Less Of A Bang
Nov. 13th, 2014 05:39 pm![[personal profile]](https://www.dreamwidth.org/img/silk/identity/user.png)
Rather than a big bang a recent theory has suggested that it was a big silence.
Despite a promising name, the Big Bang was silent — a sudden burst of energy in which time and space began, forming the Universe as it spread. With no space to expand into, there could be no medium around it into which sound waves could possibly propagate. But, in cosmic terms, the Universe was not silent for long — 380,000 years later (a mere 0.0003 per cent of its present age), it was filled with sound. And, this was not the random roar of white noise that one might perhaps expect — it was a sound with a pitch: it had a characteristic wavelength.
It would not, however, have been an audible sound to any eared creatures, could they have existed so far back in time, before even the stars were born: a vast object like the Universe makes a very low sound indeed — about one trillionth of a hertz.
The reason that there was such a vast deep tone in the infancy of space and time is closely connected to one of the most mysterious and important aspects of the Universe’s history: structure, of which sound is a signpost. If the Universe had remained as it began, a completely homogenous, smoothed-out volume of energy, then galaxies, stars, and people could not exist today. But, for reasons that are still unclear, there was a clumpiness in the early Universe — some areas were a little denser than others, and it was these denser areas that would eventually become stars and galaxies. Density means gravity, and gravity attracted nearby matter (then in the form of plasma — a ‘gas’ of ions). the motion of that matter caused compression, heating the plasma, which in turn increased its output of radiation. The force of this radiation counteracted the gravitational force, and so the compression became an expansion — and it is this cycle of compression and expansion that formed the primordial sound waves.
Despite a promising name, the Big Bang was silent — a sudden burst of energy in which time and space began, forming the Universe as it spread. With no space to expand into, there could be no medium around it into which sound waves could possibly propagate. But, in cosmic terms, the Universe was not silent for long — 380,000 years later (a mere 0.0003 per cent of its present age), it was filled with sound. And, this was not the random roar of white noise that one might perhaps expect — it was a sound with a pitch: it had a characteristic wavelength.
It would not, however, have been an audible sound to any eared creatures, could they have existed so far back in time, before even the stars were born: a vast object like the Universe makes a very low sound indeed — about one trillionth of a hertz.
The reason that there was such a vast deep tone in the infancy of space and time is closely connected to one of the most mysterious and important aspects of the Universe’s history: structure, of which sound is a signpost. If the Universe had remained as it began, a completely homogenous, smoothed-out volume of energy, then galaxies, stars, and people could not exist today. But, for reasons that are still unclear, there was a clumpiness in the early Universe — some areas were a little denser than others, and it was these denser areas that would eventually become stars and galaxies. Density means gravity, and gravity attracted nearby matter (then in the form of plasma — a ‘gas’ of ions). the motion of that matter caused compression, heating the plasma, which in turn increased its output of radiation. The force of this radiation counteracted the gravitational force, and so the compression became an expansion — and it is this cycle of compression and expansion that formed the primordial sound waves.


THE TASK: Could you please reproduce the entries exactly, leaving out any pictures?
_ _ _ _ _
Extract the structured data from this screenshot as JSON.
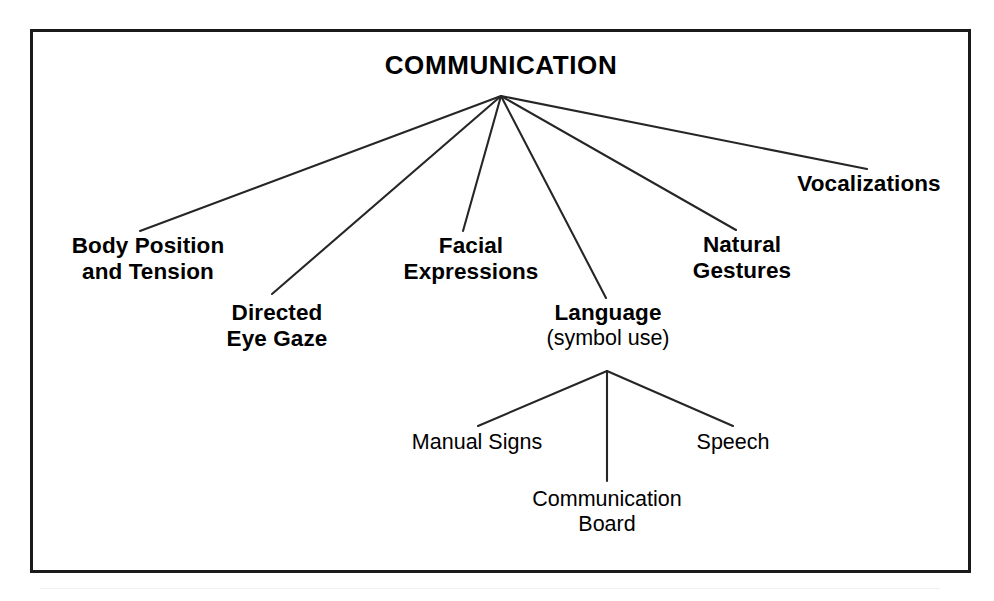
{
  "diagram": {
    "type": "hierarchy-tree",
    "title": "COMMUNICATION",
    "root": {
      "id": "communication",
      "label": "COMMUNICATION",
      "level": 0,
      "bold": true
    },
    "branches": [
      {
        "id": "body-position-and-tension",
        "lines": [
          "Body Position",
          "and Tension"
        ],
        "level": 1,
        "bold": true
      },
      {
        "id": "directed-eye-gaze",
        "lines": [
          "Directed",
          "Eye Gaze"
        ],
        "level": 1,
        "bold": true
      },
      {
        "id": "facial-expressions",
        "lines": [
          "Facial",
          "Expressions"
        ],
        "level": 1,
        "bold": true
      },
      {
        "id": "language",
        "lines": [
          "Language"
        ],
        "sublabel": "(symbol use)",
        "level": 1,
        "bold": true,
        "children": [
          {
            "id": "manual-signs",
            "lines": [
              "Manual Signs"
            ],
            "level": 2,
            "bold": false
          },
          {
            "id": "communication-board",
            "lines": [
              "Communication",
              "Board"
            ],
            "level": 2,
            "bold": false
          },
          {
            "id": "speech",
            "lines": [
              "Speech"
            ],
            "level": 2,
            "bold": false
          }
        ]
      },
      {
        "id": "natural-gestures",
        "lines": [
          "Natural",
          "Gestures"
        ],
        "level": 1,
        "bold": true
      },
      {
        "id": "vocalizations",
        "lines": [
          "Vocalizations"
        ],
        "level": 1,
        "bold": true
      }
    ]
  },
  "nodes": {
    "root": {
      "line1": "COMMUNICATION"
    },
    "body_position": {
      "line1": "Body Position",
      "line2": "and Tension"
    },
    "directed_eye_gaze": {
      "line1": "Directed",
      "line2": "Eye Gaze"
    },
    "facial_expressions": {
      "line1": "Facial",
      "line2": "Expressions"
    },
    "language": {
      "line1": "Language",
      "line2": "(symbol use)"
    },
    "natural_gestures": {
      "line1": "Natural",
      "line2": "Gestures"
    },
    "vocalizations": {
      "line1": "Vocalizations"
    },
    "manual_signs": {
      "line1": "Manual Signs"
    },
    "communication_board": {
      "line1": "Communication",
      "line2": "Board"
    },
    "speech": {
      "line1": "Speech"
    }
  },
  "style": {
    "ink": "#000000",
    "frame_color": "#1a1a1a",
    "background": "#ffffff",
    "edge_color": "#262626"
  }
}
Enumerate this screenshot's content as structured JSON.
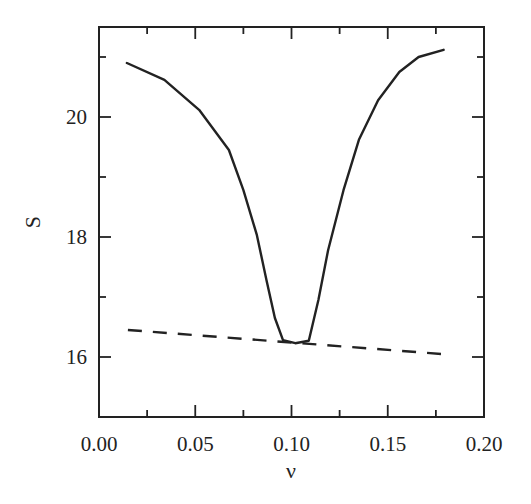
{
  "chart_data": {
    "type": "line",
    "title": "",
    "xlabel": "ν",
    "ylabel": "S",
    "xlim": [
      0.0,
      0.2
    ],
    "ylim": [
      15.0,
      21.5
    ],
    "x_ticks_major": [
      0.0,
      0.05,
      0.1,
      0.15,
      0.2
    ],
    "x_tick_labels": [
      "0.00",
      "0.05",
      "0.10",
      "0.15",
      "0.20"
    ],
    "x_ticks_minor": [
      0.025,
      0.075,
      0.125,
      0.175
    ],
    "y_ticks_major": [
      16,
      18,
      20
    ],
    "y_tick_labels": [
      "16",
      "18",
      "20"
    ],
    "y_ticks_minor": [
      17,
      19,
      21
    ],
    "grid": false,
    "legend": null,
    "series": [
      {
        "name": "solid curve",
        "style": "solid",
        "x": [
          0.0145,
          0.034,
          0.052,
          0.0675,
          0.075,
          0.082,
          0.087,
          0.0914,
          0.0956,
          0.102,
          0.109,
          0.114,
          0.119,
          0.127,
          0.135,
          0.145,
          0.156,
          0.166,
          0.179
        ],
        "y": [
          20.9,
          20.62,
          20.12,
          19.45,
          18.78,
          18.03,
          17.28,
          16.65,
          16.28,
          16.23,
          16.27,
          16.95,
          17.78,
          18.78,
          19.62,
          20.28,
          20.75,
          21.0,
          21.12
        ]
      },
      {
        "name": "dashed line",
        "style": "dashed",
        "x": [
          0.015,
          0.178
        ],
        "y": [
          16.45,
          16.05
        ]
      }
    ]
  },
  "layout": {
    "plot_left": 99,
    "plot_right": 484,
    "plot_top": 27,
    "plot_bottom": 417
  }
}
_ _ _ _ _
WRITTEN ANSWER:
Extract the structured data from this screenshot as JSON.
{
  "diagram": {
    "type": "hierarchy-tree",
    "title": "COMMUNICATION",
    "root": {
      "id": "communication",
      "label": "COMMUNICATION",
      "level": 0,
      "bold": true
    },
    "branches": [
      {
        "id": "body-position-and-tension",
        "lines": [
          "Body Position",
          "and Tension"
        ],
        "level": 1,
        "bold": true
      },
      {
        "id": "directed-eye-gaze",
        "lines": [
          "Directed",
          "Eye Gaze"
        ],
        "level": 1,
        "bold": true
      },
      {
        "id": "facial-expressions",
        "lines": [
          "Facial",
          "Expressions"
        ],
        "level": 1,
        "bold": true
      },
      {
        "id": "language",
        "lines": [
          "Language"
        ],
        "sublabel": "(symbol use)",
        "level": 1,
        "bold": true,
        "children": [
          {
            "id": "manual-signs",
            "lines": [
              "Manual Signs"
            ],
            "level": 2,
            "bold": false
          },
          {
            "id": "communication-board",
            "lines": [
              "Communication",
              "Board"
            ],
            "level": 2,
            "bold": false
          },
          {
            "id": "speech",
            "lines": [
              "Speech"
            ],
            "level": 2,
            "bold": false
          }
        ]
      },
      {
        "id": "natural-gestures",
        "lines": [
          "Natural",
          "Gestures"
        ],
        "level": 1,
        "bold": true
      },
      {
        "id": "vocalizations",
        "lines": [
          "Vocalizations"
        ],
        "level": 1,
        "bold": true
      }
    ]
  },
  "nodes": {
    "root": {
      "line1": "COMMUNICATION"
    },
    "body_position": {
      "line1": "Body Position",
      "line2": "and Tension"
    },
    "directed_eye_gaze": {
      "line1": "Directed",
      "line2": "Eye Gaze"
    },
    "facial_expressions": {
      "line1": "Facial",
      "line2": "Expressions"
    },
    "language": {
      "line1": "Language",
      "line2": "(symbol use)"
    },
    "natural_gestures": {
      "line1": "Natural",
      "line2": "Gestures"
    },
    "vocalizations": {
      "line1": "Vocalizations"
    },
    "manual_signs": {
      "line1": "Manual Signs"
    },
    "communication_board": {
      "line1": "Communication",
      "line2": "Board"
    },
    "speech": {
      "line1": "Speech"
    }
  },
  "style": {
    "ink": "#000000",
    "frame_color": "#1a1a1a",
    "background": "#ffffff",
    "edge_color": "#262626"
  }
}
Enumerate this screenshot's content as structured JSON.
{
  "chart_data": {
    "type": "line",
    "title": "",
    "xlabel": "ν",
    "ylabel": "S",
    "xlim": [
      0.0,
      0.2
    ],
    "ylim": [
      15.0,
      21.5
    ],
    "x_ticks_major": [
      0.0,
      0.05,
      0.1,
      0.15,
      0.2
    ],
    "x_tick_labels": [
      "0.00",
      "0.05",
      "0.10",
      "0.15",
      "0.20"
    ],
    "x_ticks_minor": [
      0.025,
      0.075,
      0.125,
      0.175
    ],
    "y_ticks_major": [
      16,
      18,
      20
    ],
    "y_tick_labels": [
      "16",
      "18",
      "20"
    ],
    "y_ticks_minor": [
      17,
      19,
      21
    ],
    "grid": false,
    "legend": null,
    "series": [
      {
        "name": "solid curve",
        "style": "solid",
        "x": [
          0.0145,
          0.034,
          0.052,
          0.0675,
          0.075,
          0.082,
          0.087,
          0.0914,
          0.0956,
          0.102,
          0.109,
          0.114,
          0.119,
          0.127,
          0.135,
          0.145,
          0.156,
          0.166,
          0.179
        ],
        "y": [
          20.9,
          20.62,
          20.12,
          19.45,
          18.78,
          18.03,
          17.28,
          16.65,
          16.28,
          16.23,
          16.27,
          16.95,
          17.78,
          18.78,
          19.62,
          20.28,
          20.75,
          21.0,
          21.12
        ]
      },
      {
        "name": "dashed line",
        "style": "dashed",
        "x": [
          0.015,
          0.178
        ],
        "y": [
          16.45,
          16.05
        ]
      }
    ]
  },
  "layout": {
    "plot_left": 99,
    "plot_right": 484,
    "plot_top": 27,
    "plot_bottom": 417
  }
}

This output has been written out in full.